Hello Saul and Friends,
I’m a longtime MF member in my early 50s who recently discovered this excellent discussion board and have learned a great deal by reading the past few months worth of posts, so thank you so much for your ideas. I’ve been investing for 30 years and have been pursuing great companies (Mostly rule breakers) with a buy and hold strategy. I already owned many of the SaaS companies you all discuss here when I found this board.
I know this board is focused on hypergrowth companies, but I’m curious as to whether you all think hypergrowth investing should be an “all or nothing” strategy. As someone who was burned badly by the 2000 dot-com bubble bursting, it seems very risky to invest 100% of a portfolio in hypergrowth companies. It seems to me like building a baseball team with all sluggers (HR or K) and nobody to get on base.
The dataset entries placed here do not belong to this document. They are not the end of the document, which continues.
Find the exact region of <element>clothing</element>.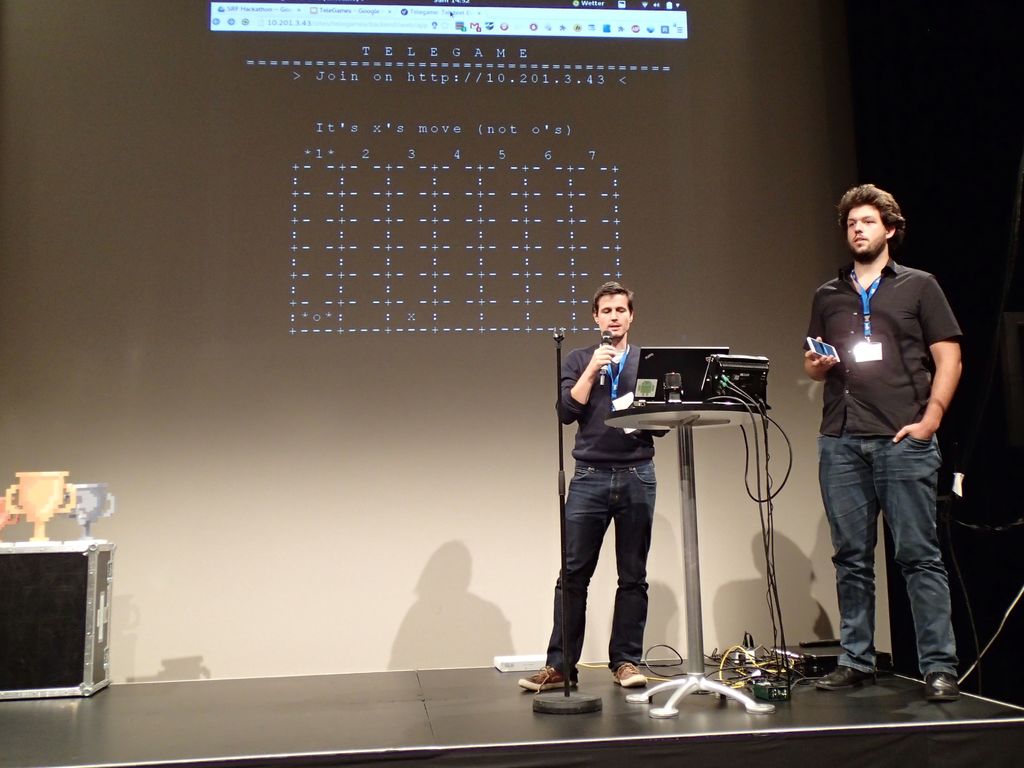
Exact region: <bbox>800, 250, 955, 431</bbox>.
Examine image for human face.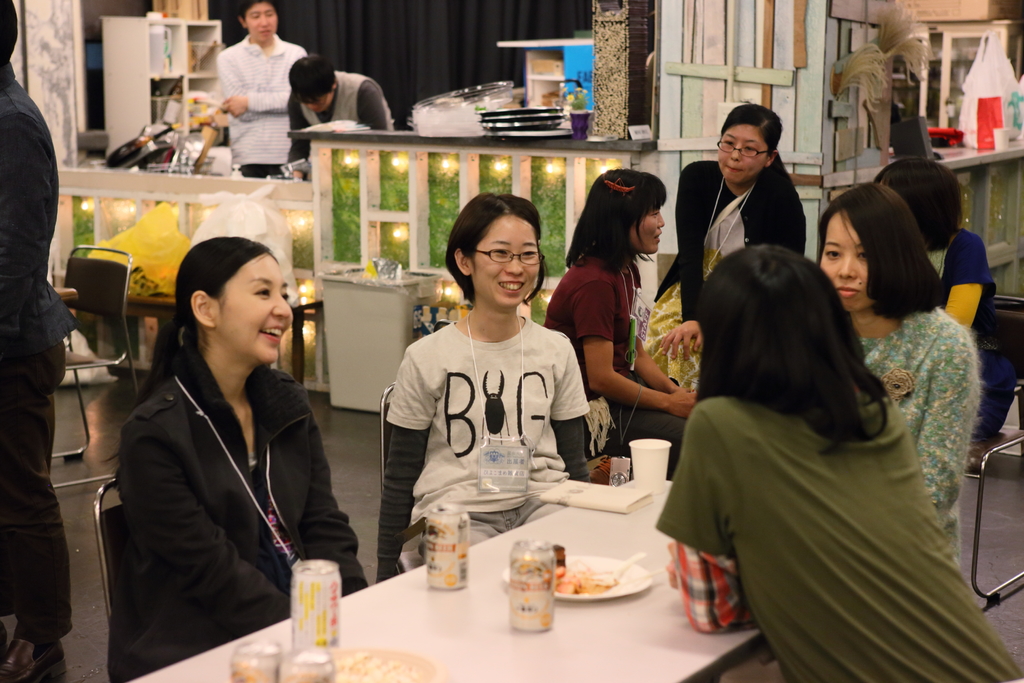
Examination result: {"x1": 246, "y1": 3, "x2": 282, "y2": 43}.
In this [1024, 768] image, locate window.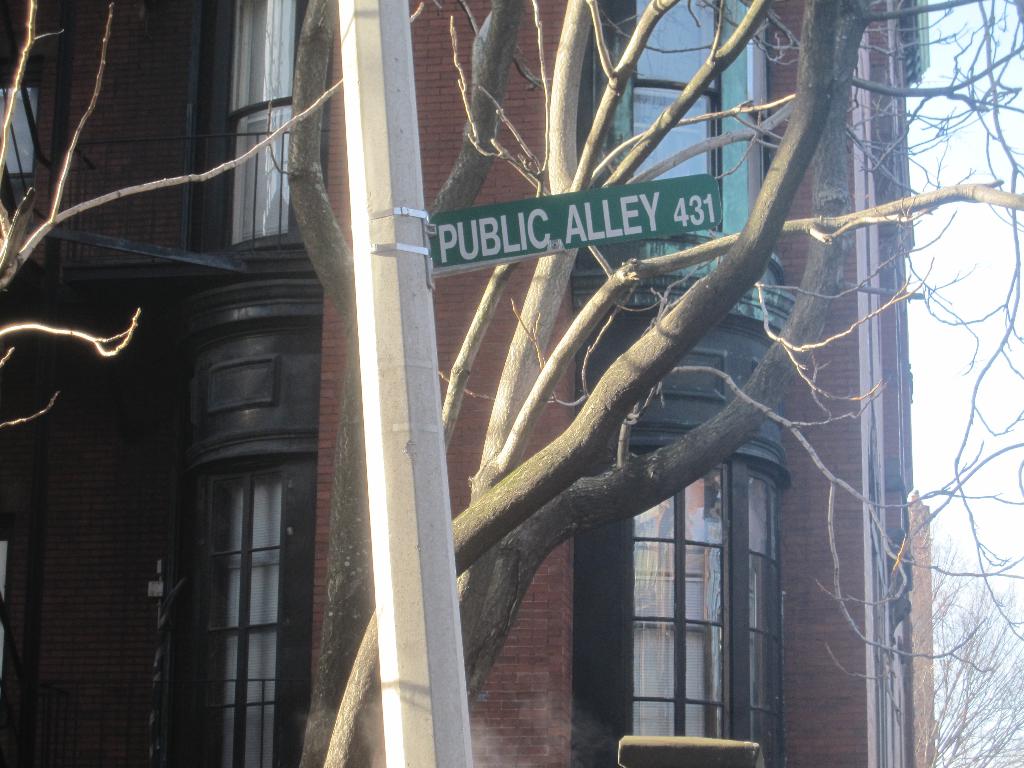
Bounding box: <region>568, 0, 803, 336</region>.
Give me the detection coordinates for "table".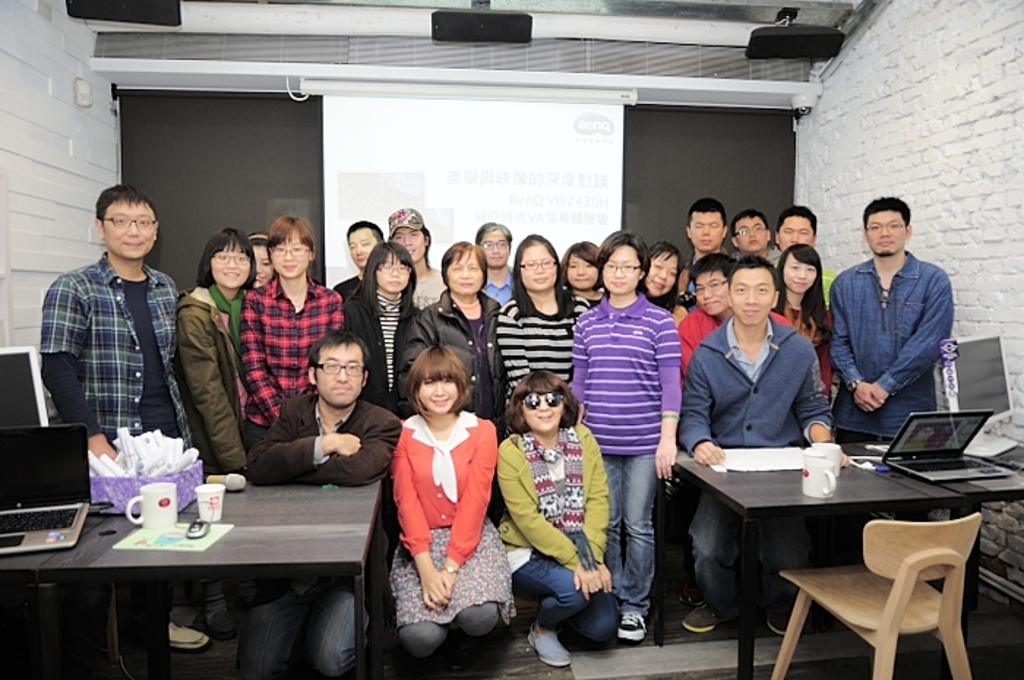
bbox(0, 472, 392, 674).
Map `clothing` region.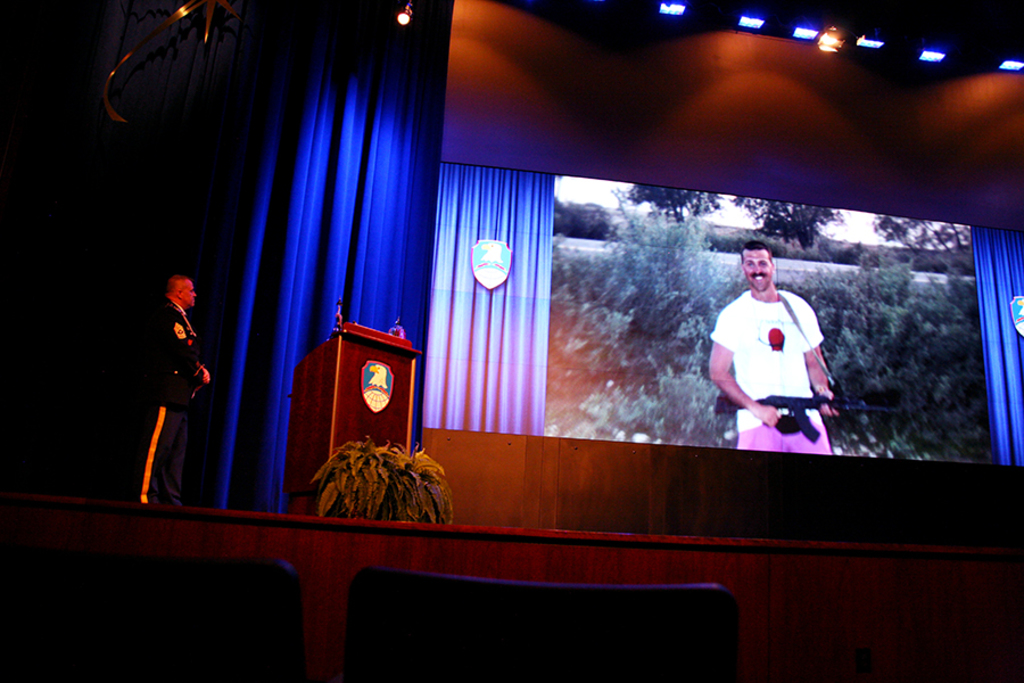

I’ve had my share of huge winners like AMZN, NVDA, NFLX, TSLA and ZM and also plenty of flameouts, and I realize how hard it is to find these hypergrowth companies since they are the true unicorns of the investing world. I can’t argue with the returns many of you are achieving, but do some of you feel it is ok to settle for some singles and doubles instead of always swinging for the fences?
For example, I own both TDOC and LVGO so today was a sad day for me in the near term as LVGO seemed to be a true hypergrowth company. At least for now though I am planning on keeping both of them and hoping that the combined company becomes a solid doubles hitter with less risk of striking out, with the possibility of growing into a juggernaut over time. I would consider a 3x gain in TDOC going forward over 2-4 years to be a win, even though recency bias would suggest that isn’t a spectacular return compared to 2020 results so far in most of the stocks discussed here.
Sorry for the long post but I’m just trying to reconcile these exciting things I’ve learned from this board with 20+ years of Motley Fool investing philosophies.
Thank you so much for your ideas and input!